RE:Are you people for real?JSNFernley,
Grow up. If you wish to convey something to a group of people, you might try a different approach. This isn't high school.
The Oban grades are intentionally smeared over a minimum of 2 m as this represents minimum mining widths, which is more meaningful in terms of reporting what could potentially be mined. No smearing is done beyond the minimum and high grades are reported as “including”. Grade smearing becomes misleading when abritrarily done over long unjustified lengths, such as reporting 10 m at 10 g/t instead of 0.5 m at 200 g/t.
As far as upper cutoffs are concerned, they are a necessity in resource calculations (and estimated statistically) in order to mitigate high-grade smearing during interpolation, and may or may not lead to significant loss of metal (in total resource) depending on the number of high grades that are cut. Having said that, the next resource estimate on Windfall may very well use lower cutoffs depending on the stats.
For drill results reporting, it’s really a choice (albeit common) since in this case upper cutoffs are picked randomly and are not particularly meaningful, except to show that the issuer is being conservative in reporting intersections. Description of the reporting parameters is key but unfortunately not always disclosed in press releases. Should be part of 43-101 reporting standards but it is not.
Finally, Rubicon had nothing to do with the choice of upper cutoffs – that disaster was mostly due to very bad geological interpretation and random obliteration of inferred resources once the panic set in.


- WHAT YOU HAVE TO DO -
Your copy should repeat each record below exactly and contain no images.

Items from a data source
= = =

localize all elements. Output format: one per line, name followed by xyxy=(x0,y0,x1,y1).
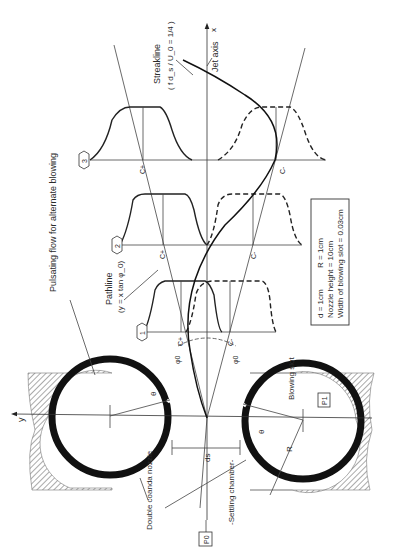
param-nozzle-height: Nozzle height = 10cm xyxy=(326,241,335,318)
param-r: R = 1cm xyxy=(316,238,325,268)
blowing-slot-label: Blowing slot xyxy=(287,357,296,400)
pathline-equation: (y = x tan φ_0) xyxy=(116,261,125,313)
theta-lower-label: θ xyxy=(257,429,266,434)
c-plus-3: C+ xyxy=(139,165,146,174)
c-plus-1: C+ xyxy=(177,337,184,346)
phi0-lower-label: φ0 xyxy=(232,355,240,364)
param-slot-width: Width of blowing slot = 0.03cm xyxy=(336,209,345,318)
pulsating-flow-label: Pulsating flow for alternate blowing xyxy=(48,153,58,292)
c-minus-3: C- xyxy=(279,166,286,174)
double-coanda-label: Double coanda nozzle xyxy=(145,450,154,530)
streakline-curve xyxy=(183,60,277,418)
svg-text:2: 2 xyxy=(114,244,121,248)
jet-axis-label: Jet axis xyxy=(210,41,220,72)
x-axis-label: x xyxy=(209,28,218,32)
station-1-profile-lower xyxy=(186,281,276,332)
coanda-nozzle-diagram: Streakline ( f d_s / U_0 = 1/4 ) Jet axi… xyxy=(0,0,404,555)
p1-box: P1 xyxy=(318,393,330,407)
theta-upper-label: θ xyxy=(149,391,158,396)
station-marker-2: 2 xyxy=(112,236,122,254)
c-minus-2: C- xyxy=(250,251,257,259)
station-1-profile-upper xyxy=(144,281,222,332)
parameters-box: d = 1cm R = 1cm Nozzle height = 10cm Wid… xyxy=(311,199,349,325)
y-axis-label: y xyxy=(16,417,26,422)
phi0-upper-label: φ0 xyxy=(174,355,182,364)
station-marker-1: 1 xyxy=(137,323,147,341)
svg-text:P0: P0 xyxy=(203,535,210,544)
station-marker-3: 3 xyxy=(79,151,89,169)
p0-box: P0 xyxy=(199,532,212,546)
ds-label: ds xyxy=(203,454,212,462)
param-d: d = 1cm xyxy=(316,289,325,318)
station-3-profile-lower xyxy=(218,107,326,160)
c-plus-2: C+ xyxy=(159,250,166,259)
streakline-equation: ( f d_s / U_0 = 1/4 ) xyxy=(166,21,175,90)
svg-text:1: 1 xyxy=(139,331,146,335)
radius-label: R xyxy=(285,446,294,452)
y-axis xyxy=(14,414,372,418)
c-minus-1: C- xyxy=(227,338,234,346)
pathline-title: Pathline xyxy=(104,272,114,305)
svg-text:3: 3 xyxy=(81,159,88,163)
settling-chamber-label: -Settling chamber- xyxy=(227,459,236,525)
station-2-profile-upper xyxy=(120,194,207,245)
svg-text:P1: P1 xyxy=(321,396,328,405)
streakline-title: Streakline xyxy=(152,44,162,84)
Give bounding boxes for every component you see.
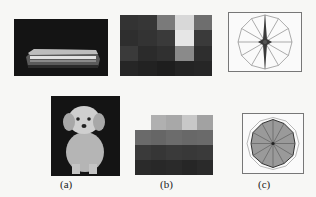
- feature-grid-top: [120, 15, 212, 76]
- polar-polygon-diagram: [242, 113, 304, 174]
- dog-image: [51, 96, 120, 176]
- polar-star-diagram: [228, 12, 302, 72]
- feature-grid-bottom: [135, 115, 213, 175]
- locomotive-image: [14, 19, 108, 76]
- locomotive-illustration: [14, 19, 108, 76]
- dog-illustration: [51, 96, 120, 176]
- caption-b: (b): [160, 178, 173, 190]
- caption-a: (a): [60, 178, 72, 190]
- caption-c: (c): [258, 178, 270, 190]
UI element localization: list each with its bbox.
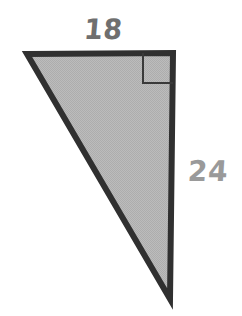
triangle-figure: 18 24 xyxy=(0,0,242,316)
triangle-shape xyxy=(27,53,173,299)
dimension-label-top: 18 xyxy=(83,15,124,43)
dimension-label-right: 24 xyxy=(187,158,229,187)
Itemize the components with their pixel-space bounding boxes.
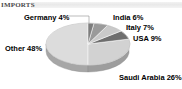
pie-label-italy: Italy 7% xyxy=(126,23,154,32)
header-divider-rule xyxy=(31,2,182,8)
pie-label-germany: Germany 4% xyxy=(24,13,69,22)
pie-label-other: Other 48% xyxy=(5,44,42,53)
imports-pie-chart-screenshot: IMPORTS xyxy=(0,0,182,89)
pie-label-india: India 6% xyxy=(113,13,143,22)
chart-header: IMPORTS xyxy=(0,0,182,11)
chart-plot-area: Germany 4% India 6% Italy 7% USA 9% Saud… xyxy=(0,11,182,89)
pie-label-usa: USA 9% xyxy=(133,34,161,43)
pie-label-saudi-arabia: Saudi Arabia 26% xyxy=(119,73,182,82)
page-title: IMPORTS xyxy=(1,1,35,9)
pie-top-face-group xyxy=(46,23,130,65)
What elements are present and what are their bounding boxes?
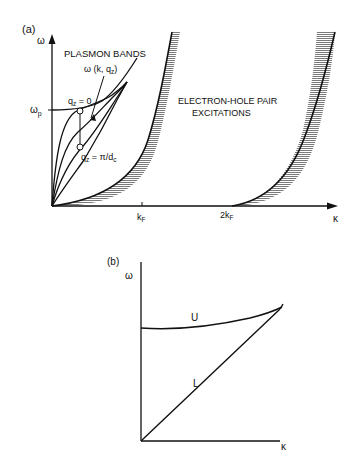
k-axis-arrow-icon (327, 203, 338, 210)
omega-axis-label-b: ω (125, 270, 133, 281)
kappa-axis-label: κ (333, 213, 339, 224)
qz0-label: qz = 0 (68, 96, 92, 107)
band-label-leader (91, 76, 104, 118)
omega-axis-label: ω (37, 35, 45, 46)
qz0-marker (77, 108, 83, 114)
panel-b: (b) ω κ U L (107, 256, 287, 452)
omega-p-label: ωp (30, 104, 42, 118)
panel-b-label: (b) (107, 256, 119, 267)
plasmon-bands-title: PLASMON BANDS (64, 48, 146, 59)
eh-continuum-band-right (232, 32, 335, 206)
qzpi-marker (77, 144, 83, 150)
upper-branch-curve (141, 307, 282, 329)
eh-region-label-line1: ELECTRON-HOLE PAIR (178, 96, 278, 106)
omega-axis-arrow-icon (49, 34, 56, 44)
qzpi-label: qz = π/dc (81, 152, 117, 163)
plasmon-dispersion-figure: (a) ω κ ωp kF 2kF (0, 0, 352, 458)
kappa-axis-label-b: κ (281, 441, 287, 452)
panel-a: (a) ω κ ωp kF 2kF (22, 23, 339, 224)
band-function-label: ω (k, qz) (84, 64, 117, 75)
kf-tick-label: kF (137, 212, 146, 223)
eh-region-label-line2: EXCITATIONS (192, 108, 251, 118)
lower-branch-label: L (193, 378, 199, 389)
2kf-tick-label: 2kF (220, 210, 234, 221)
panel-a-label: (a) (22, 23, 35, 35)
upper-branch-label: U (191, 312, 198, 323)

= = =

- ANSWER SECTION -
localize all elements. Output format: one per line, name followed by xyxy=(x0,y0,x1,y1).
param-nozzle-height: Nozzle height = 10cm xyxy=(326,241,335,318)
param-r: R = 1cm xyxy=(316,238,325,268)
blowing-slot-label: Blowing slot xyxy=(287,357,296,400)
pathline-equation: (y = x tan φ_0) xyxy=(116,261,125,313)
theta-lower-label: θ xyxy=(257,429,266,434)
c-plus-3: C+ xyxy=(139,165,146,174)
c-plus-1: C+ xyxy=(177,337,184,346)
phi0-lower-label: φ0 xyxy=(232,355,240,364)
param-slot-width: Width of blowing slot = 0.03cm xyxy=(336,209,345,318)
pulsating-flow-label: Pulsating flow for alternate blowing xyxy=(48,153,58,292)
c-minus-3: C- xyxy=(279,166,286,174)
double-coanda-label: Double coanda nozzle xyxy=(145,450,154,530)
streakline-curve xyxy=(183,60,277,418)
svg-text:2: 2 xyxy=(114,244,121,248)
jet-axis-label: Jet axis xyxy=(210,41,220,72)
x-axis-label: x xyxy=(209,28,218,32)
station-1-profile-lower xyxy=(186,281,276,332)
coanda-nozzle-diagram: Streakline ( f d_s / U_0 = 1/4 ) Jet axi… xyxy=(0,0,404,555)
p1-box: P1 xyxy=(318,393,330,407)
theta-upper-label: θ xyxy=(149,391,158,396)
station-marker-2: 2 xyxy=(112,236,122,254)
c-minus-2: C- xyxy=(250,251,257,259)
station-1-profile-upper xyxy=(144,281,222,332)
parameters-box: d = 1cm R = 1cm Nozzle height = 10cm Wid… xyxy=(311,199,349,325)
y-axis-label: y xyxy=(16,417,26,422)
phi0-upper-label: φ0 xyxy=(174,355,182,364)
station-marker-1: 1 xyxy=(137,323,147,341)
svg-text:P0: P0 xyxy=(203,535,210,544)
station-marker-3: 3 xyxy=(79,151,89,169)
p0-box: P0 xyxy=(199,532,212,546)
ds-label: ds xyxy=(203,454,212,462)
param-d: d = 1cm xyxy=(316,289,325,318)
station-3-profile-lower xyxy=(218,107,326,160)
c-plus-2: C+ xyxy=(159,250,166,259)
streakline-equation: ( f d_s / U_0 = 1/4 ) xyxy=(166,21,175,90)
svg-text:1: 1 xyxy=(139,331,146,335)
radius-label: R xyxy=(285,446,294,452)
y-axis xyxy=(14,414,372,418)
c-minus-1: C- xyxy=(227,338,234,346)
pathline-title: Pathline xyxy=(104,272,114,305)
svg-text:3: 3 xyxy=(81,159,88,163)
settling-chamber-label: -Settling chamber- xyxy=(227,459,236,525)
station-2-profile-upper xyxy=(120,194,207,245)
svg-text:P1: P1 xyxy=(321,396,328,405)
streakline-title: Streakline xyxy=(152,44,162,84)
Give bounding boxes for every component you see.
- feature-grid-top: [120, 15, 212, 76]
- polar-polygon-diagram: [242, 113, 304, 174]
- dog-image: [51, 96, 120, 176]
- polar-star-diagram: [228, 12, 302, 72]
- feature-grid-bottom: [135, 115, 213, 175]
- locomotive-image: [14, 19, 108, 76]
- locomotive-illustration: [14, 19, 108, 76]
- dog-illustration: [51, 96, 120, 176]
- caption-b: (b): [160, 178, 173, 190]
- caption-a: (a): [60, 178, 72, 190]
- caption-c: (c): [258, 178, 270, 190]
UI element localization: list each with its bbox.
triangle-figure: 18 24 xyxy=(0,0,242,316)
triangle-shape xyxy=(27,53,173,299)
dimension-label-top: 18 xyxy=(83,15,124,43)
dimension-label-right: 24 xyxy=(187,158,229,187)
Itemize the components with their pixel-space bounding boxes.
pie-label-italy: Italy 7% xyxy=(126,23,154,32)
header-divider-rule xyxy=(31,2,182,8)
pie-label-germany: Germany 4% xyxy=(24,13,69,22)
pie-label-other: Other 48% xyxy=(5,44,42,53)
imports-pie-chart-screenshot: IMPORTS xyxy=(0,0,182,89)
pie-label-india: India 6% xyxy=(113,13,143,22)
chart-header: IMPORTS xyxy=(0,0,182,11)
chart-plot-area: Germany 4% India 6% Italy 7% USA 9% Saud… xyxy=(0,11,182,89)
pie-label-usa: USA 9% xyxy=(133,34,161,43)
pie-label-saudi-arabia: Saudi Arabia 26% xyxy=(119,73,182,82)
page-title: IMPORTS xyxy=(1,1,35,9)
pie-top-face-group xyxy=(46,23,130,65)
What elements are present and what are their bounding boxes?
k-axis-arrow-icon (327, 203, 338, 210)
omega-axis-label-b: ω (125, 270, 133, 281)
kappa-axis-label: κ (333, 213, 339, 224)
qz0-label: qz = 0 (68, 96, 92, 107)
band-label-leader (91, 76, 104, 118)
omega-axis-label: ω (37, 35, 45, 46)
qz0-marker (77, 108, 83, 114)
panel-b: (b) ω κ U L (107, 256, 287, 452)
omega-p-label: ωp (30, 104, 42, 118)
panel-b-label: (b) (107, 256, 119, 267)
plasmon-bands-title: PLASMON BANDS (64, 48, 146, 59)
eh-continuum-band-right (232, 32, 335, 206)
qzpi-marker (77, 144, 83, 150)
upper-branch-curve (141, 307, 282, 329)
eh-region-label-line1: ELECTRON-HOLE PAIR (178, 96, 278, 106)
omega-axis-arrow-icon (49, 34, 56, 44)
qzpi-label: qz = π/dc (81, 152, 117, 163)
plasmon-dispersion-figure: (a) ω κ ωp kF 2kF (0, 0, 352, 458)
kappa-axis-label-b: κ (281, 441, 287, 452)
panel-a: (a) ω κ ωp kF 2kF (22, 23, 339, 224)
band-function-label: ω (k, qz) (84, 64, 117, 75)
kf-tick-label: kF (137, 212, 146, 223)
eh-region-label-line2: EXCITATIONS (192, 108, 251, 118)
lower-branch-label: L (193, 378, 199, 389)
2kf-tick-label: 2kF (220, 210, 234, 221)
panel-a-label: (a) (22, 23, 35, 35)
upper-branch-label: U (191, 312, 198, 323)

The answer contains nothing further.